At university, you're constantly working with digital information — watching, reading, analysing, creating, sharing, and presenting it in all kinds of formats. To do this confidently and responsibly, you will need a range of digital literacies.
Media literacy and Data literacy are the main ones covered here, but they aren’t the only ones. There are other digital literacies that can help you navigate study, work, and everyday life, including:
Health literacy – finding and assessing reliable online health information
Visual literacy – interpreting and creating visual content like infographics or diagrams
AI literacy – understanding how AI tools work, and using them critically
Each of these literacies helps you make informed decisions and become a more capable and confident digital citizen.
Media literacy is about understanding how digital messages are created, shared, and interpreted — and how you engage with them as both a consumer and a creator. At university, you encounter media in many forms: academic videos, podcasts, news stories, social media posts, infographics, interactive websites, and more. You also produce media yourself — whether that's a presentation, a blog post, a TikTok, or a research project.
To be media literate, you need to ask:
Who made this and why?
What message is being communicated, and how is it being shaped by the medium?
How do I use media responsibly and ethically in my own academic work?
Key Skills in Media Literacy
Critically evaluate media messages: Understand the purpose, bias, and credibility of what you’re seeing, hearing, or reading
Engage with different formats: Analyse and interpret text, graphics, video, audio, animations, games, and simulations. Recognise how each format influences the message.
Create media thoughtfully: Consider audience, accessibility, and design when creating your own content
Understand media’s role in society: Be aware of how digital media shape political views, cultural trends, and educational practices — and how algorithms influence what you see.

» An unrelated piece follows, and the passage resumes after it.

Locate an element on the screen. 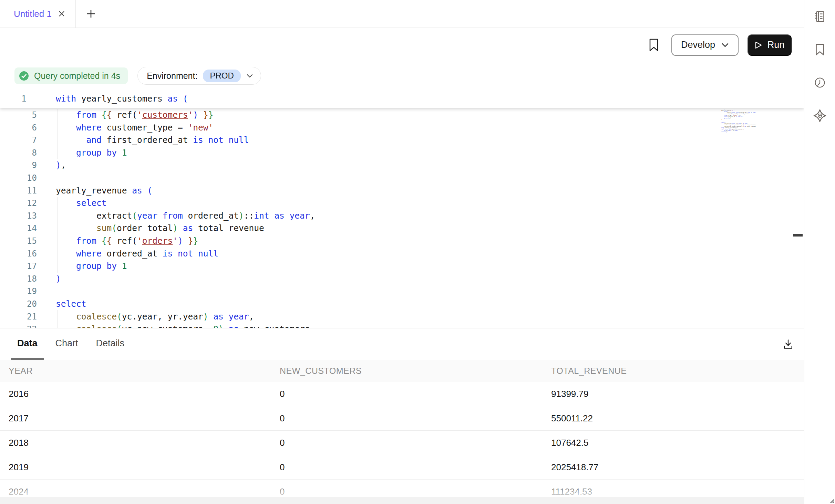 This screenshot has height=504, width=835. code-line: 6 where customer_type = 'new' is located at coordinates (157, 128).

Use media ethically: Know your responsibilities around copyright, referencing, and plagiarism. Explore open licences (like Creative Commons) and understand how AI tools affect authorship and attribution.
Prioritise accessibility: Consider how your media choices affect users with different needs. This includes both technical (e.g. mobile-friendly design) and intellectual (e.g. clarity of language) accessibility.

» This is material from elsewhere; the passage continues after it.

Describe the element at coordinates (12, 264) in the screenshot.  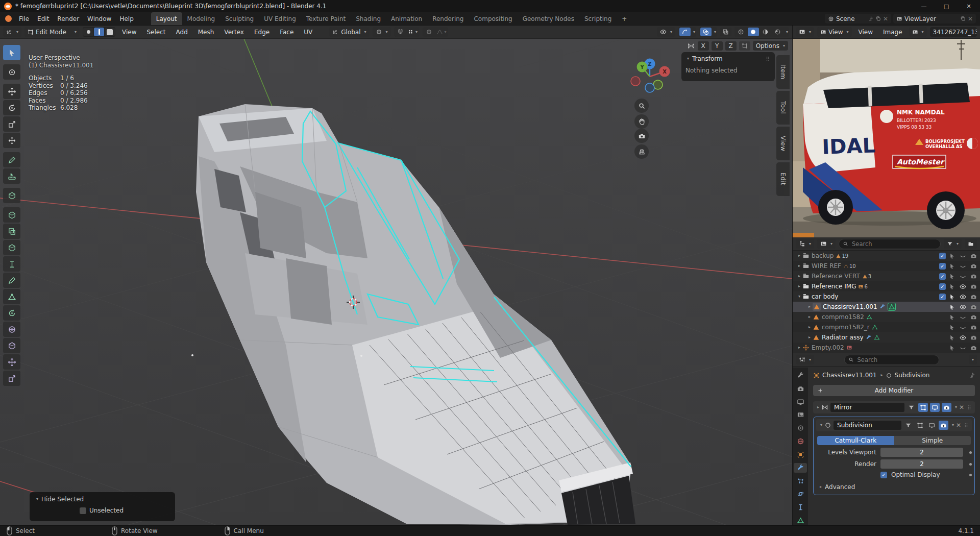
I see `tool-loop-cut` at that location.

Think critically. Create responsibly. Communicate clearly.
Data literacy is the ability to work with data confidently and responsibly — from collecting and analysing it, to interpreting and presenting it clearly. At university, you may handle data in lab results, surveys, spreadsheets, or dashboards. Whether you're working with statistics in a report or visualising findings in a presentation, data literacy helps you draw meaningful, ethical conclusions.

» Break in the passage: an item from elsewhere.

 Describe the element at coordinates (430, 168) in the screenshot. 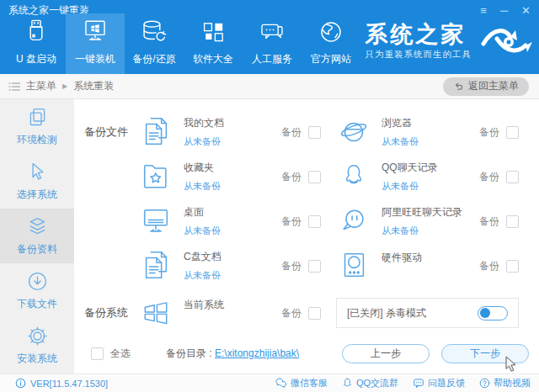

Key Skills in Data Literacy
Collect and manage data effectively using tools such as spreadsheets, forms or databases to collect and organise data
Analyse data to draw insights, look for trends and patterns in data sets, and think critically about what the numbers mean
Present data clearly and professionally, use appropriate charts, graphs and dashboards to visualise data, to tell a story and support your argument
Think critically about context, understand how the data was collected, what it can and can’t tell you and avoid drawing misleading conclusions
Protect data and respect privacy, know how to handle personal and sensitive information, don’t upload private data to AI tools
Understand the numbers. Tell the story. Handle data with care.